Notes to Chapter 1
DiSalvo, “Intestine Thorne: Samson’s Struggle with the Woman Within,” and John
C. Ulreich, Jr., “Incident to all Our Sex: The Tragedy of Dalila,” all in Julia Walker,
ed., Milton and the Idea of Woman (Champaign, Ill., 1988), 15–31, 185–229; and John
Guillory, “Dalila’s House: Samson Agonistes and the Sexual Division of Labor,” in
Margaret Ferguson, et al., eds, Re-Writing the Renaissance: The Discourses of Sexual Dif-
ference in Early Modern Europe (Chicago, 1986), 106–221.
136 Lines 1,247–9. See, for example, John M. Steadman, “Milton’s Harapha and Goliath,”
Journal of English and Germanic Philology 60 (1961), 786–95; Lieb, Milton and the Culture
of Violence, 247–50.
137 See chapter 13, p. 452; also, Knoppers, Historicizing Milton, 142–63.
138 For example, “They who seek nothing but thir own just libertie, have alwaies right to
winn it and to keep it, when ever they have power, be the voices never so numerous
that oppose it” (CPW VII, 455).
139 See p. 492; also, Achinstein in “Samson Agonistes and the Drama of Dissent,” 133–58;
and Lewalski, “Milton’s Samson and the New Acquist of True [Political] Experience,”
244–5.
140 [John Owen], Indulgence and Toleration Considered: In a Letter unto a Person of Honour
(London, 1667), 12–18.
141 See CPW VI, 530–6; and chapter 12, pp. 434–5. Also see Joan Bennett, Reviving
Liberty: Radical Christian Humanism in Milton’s Great Poems (Cambridge, Mass., 1989),
133–60; and Norman T. Burns, “ ‘Then Stood Up Phinehas’: Milton’s Antinomianism,
and Samson’s,” MS 33 (1996), 27–46.
142 For an argument focusing on the harmony in this drama between the Judaic Law and
the Spirit, Samson and his community, see Jason Rosenblatt, “Samson’s Sacrifice,” in
Amy Boesky and Mary Crane, eds, Form and Reform in Renaissance England (Newark,
2000), 321–37.
143 Loewenstein, “The Revenge of the Saint,” 159–80.
144 See Michael Lieb, “ ‘Our Living Dread’: The God of Samson Agonistes,” Milton Studies
33 (1996), 3–23; and Loewenstein, “The Revenge of the Saint,” 159–80.
145 See Northrop Frye, Spiritus Mundi: Essays on Literature, Myth, and Society (Bloomington,
1976), 222.
146 See Dobranski, Milton, Authorship, and the Book Trade, 41–61.
147 Marie Fisher, sister of the domestic servant Elizabeth Fisher who was with Milton for
about a year before his death, testified at the court hearing on Milton’s will that she
had seen Anne Milton once, but did not remember whether she was lame and help-
less. Other testimony indicates that Marie often visited her sister at Milton’s house, so
she must have seen Anne there (LR V, 218).
148 Chronology, 216. When court papers pertaining to Milton’s oral will were first drawn
up in December, 1674, they referred to Deborah by her maiden name (LR V, 216).
Later, she and her husband signed the final agreements.
149 From Elizabeth Fisher’s deposition of December 15, 1674, LR V, 82, 220. On another
occasion, about two months before his death, Elizabeth Fisher’s sister Marie, who was
then visiting, reported hearing a similar remark: “Make much of mee as long as I live for
thou knowest I have given thee all when I dye at thy disposal” (LR V, 217).
150 From Christopher Milton’s deposition about Milton’s will on December 5, 1674, in
the Prerogative Court of Canterbury (LR V, 91, 213).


For every line in the records below that contains the word "dark", add one to a count, and report only that count.

========================================================================

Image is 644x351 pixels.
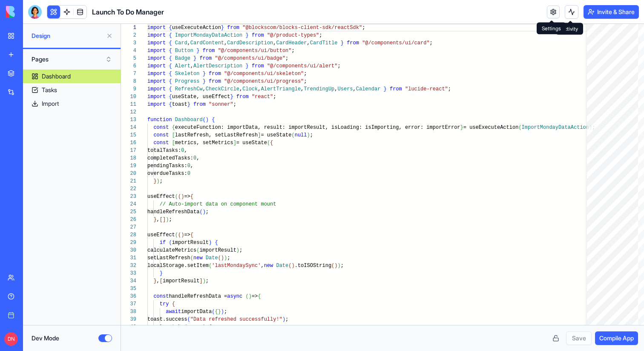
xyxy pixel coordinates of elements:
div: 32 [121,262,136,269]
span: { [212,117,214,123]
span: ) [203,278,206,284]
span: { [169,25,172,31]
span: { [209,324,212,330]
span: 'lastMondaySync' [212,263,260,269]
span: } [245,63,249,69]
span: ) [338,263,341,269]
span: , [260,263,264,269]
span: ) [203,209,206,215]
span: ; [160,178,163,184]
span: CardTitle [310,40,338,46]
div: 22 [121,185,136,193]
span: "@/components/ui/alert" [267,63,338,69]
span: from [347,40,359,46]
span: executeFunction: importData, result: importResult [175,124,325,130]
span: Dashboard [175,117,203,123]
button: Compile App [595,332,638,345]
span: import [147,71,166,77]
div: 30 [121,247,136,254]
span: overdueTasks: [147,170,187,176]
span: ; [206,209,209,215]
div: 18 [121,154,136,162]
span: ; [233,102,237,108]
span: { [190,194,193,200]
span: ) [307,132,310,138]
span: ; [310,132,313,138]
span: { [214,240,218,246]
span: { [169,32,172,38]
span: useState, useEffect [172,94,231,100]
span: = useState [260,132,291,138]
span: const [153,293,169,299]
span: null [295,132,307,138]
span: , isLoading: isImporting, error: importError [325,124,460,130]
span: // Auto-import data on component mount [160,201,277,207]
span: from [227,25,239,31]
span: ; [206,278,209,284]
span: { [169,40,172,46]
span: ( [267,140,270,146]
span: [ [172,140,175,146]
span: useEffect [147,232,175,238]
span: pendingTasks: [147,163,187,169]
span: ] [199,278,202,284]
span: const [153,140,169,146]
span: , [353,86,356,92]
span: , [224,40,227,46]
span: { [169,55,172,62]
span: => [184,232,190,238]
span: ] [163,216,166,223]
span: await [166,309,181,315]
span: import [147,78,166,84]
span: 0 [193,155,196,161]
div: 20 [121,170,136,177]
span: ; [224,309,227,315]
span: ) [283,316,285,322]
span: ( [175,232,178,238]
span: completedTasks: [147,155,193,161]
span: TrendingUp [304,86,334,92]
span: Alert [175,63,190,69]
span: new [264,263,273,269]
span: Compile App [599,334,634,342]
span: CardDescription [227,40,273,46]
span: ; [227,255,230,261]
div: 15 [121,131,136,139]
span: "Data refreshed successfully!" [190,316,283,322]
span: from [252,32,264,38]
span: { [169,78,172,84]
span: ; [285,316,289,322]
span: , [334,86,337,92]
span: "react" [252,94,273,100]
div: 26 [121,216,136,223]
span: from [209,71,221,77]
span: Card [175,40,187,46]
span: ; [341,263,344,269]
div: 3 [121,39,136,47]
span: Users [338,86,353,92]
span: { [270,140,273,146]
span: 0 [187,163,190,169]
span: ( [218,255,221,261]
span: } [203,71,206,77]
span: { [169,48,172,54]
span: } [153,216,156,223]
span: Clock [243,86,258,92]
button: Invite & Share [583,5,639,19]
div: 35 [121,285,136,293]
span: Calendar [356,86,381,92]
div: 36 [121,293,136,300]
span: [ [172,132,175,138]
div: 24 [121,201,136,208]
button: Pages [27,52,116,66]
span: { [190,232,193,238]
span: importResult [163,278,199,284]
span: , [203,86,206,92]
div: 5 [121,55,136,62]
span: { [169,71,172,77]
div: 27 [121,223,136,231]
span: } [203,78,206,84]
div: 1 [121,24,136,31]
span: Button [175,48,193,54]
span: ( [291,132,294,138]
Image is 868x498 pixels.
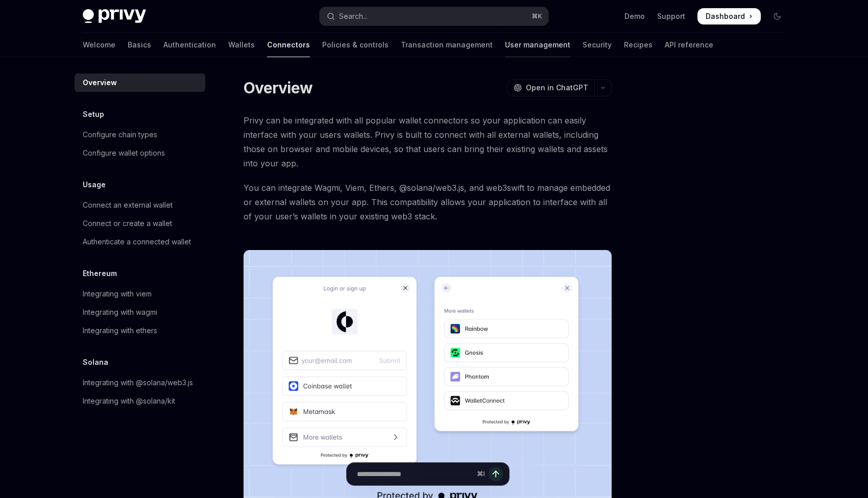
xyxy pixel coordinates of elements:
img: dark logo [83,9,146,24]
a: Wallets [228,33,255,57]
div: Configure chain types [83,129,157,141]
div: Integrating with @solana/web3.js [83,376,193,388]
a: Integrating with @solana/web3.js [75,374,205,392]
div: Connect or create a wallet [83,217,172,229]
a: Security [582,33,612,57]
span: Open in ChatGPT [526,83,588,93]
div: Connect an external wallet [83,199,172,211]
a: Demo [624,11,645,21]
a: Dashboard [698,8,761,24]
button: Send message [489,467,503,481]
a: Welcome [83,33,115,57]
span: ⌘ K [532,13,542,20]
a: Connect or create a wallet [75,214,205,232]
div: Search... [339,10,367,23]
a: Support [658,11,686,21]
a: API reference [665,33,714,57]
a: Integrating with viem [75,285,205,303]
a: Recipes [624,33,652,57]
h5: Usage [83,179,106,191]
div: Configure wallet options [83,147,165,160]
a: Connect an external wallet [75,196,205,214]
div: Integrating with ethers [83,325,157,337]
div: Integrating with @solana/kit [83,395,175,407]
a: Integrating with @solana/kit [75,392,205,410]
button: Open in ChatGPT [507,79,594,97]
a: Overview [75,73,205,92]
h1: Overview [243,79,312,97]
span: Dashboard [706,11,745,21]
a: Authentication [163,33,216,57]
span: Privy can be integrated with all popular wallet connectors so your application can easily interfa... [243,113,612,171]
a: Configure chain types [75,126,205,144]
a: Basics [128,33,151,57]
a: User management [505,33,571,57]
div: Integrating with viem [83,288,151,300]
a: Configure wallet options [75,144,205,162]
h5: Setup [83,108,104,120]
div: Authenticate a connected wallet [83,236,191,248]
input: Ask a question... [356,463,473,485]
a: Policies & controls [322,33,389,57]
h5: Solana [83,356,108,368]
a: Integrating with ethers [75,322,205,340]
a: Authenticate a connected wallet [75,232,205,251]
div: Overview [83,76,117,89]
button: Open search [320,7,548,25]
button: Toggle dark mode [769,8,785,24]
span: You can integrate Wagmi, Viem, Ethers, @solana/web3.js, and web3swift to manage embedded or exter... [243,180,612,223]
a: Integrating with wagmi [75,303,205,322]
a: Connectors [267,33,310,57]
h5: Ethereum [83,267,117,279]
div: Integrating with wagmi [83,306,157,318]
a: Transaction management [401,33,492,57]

========================================================================

▸ **Exercise response**:
2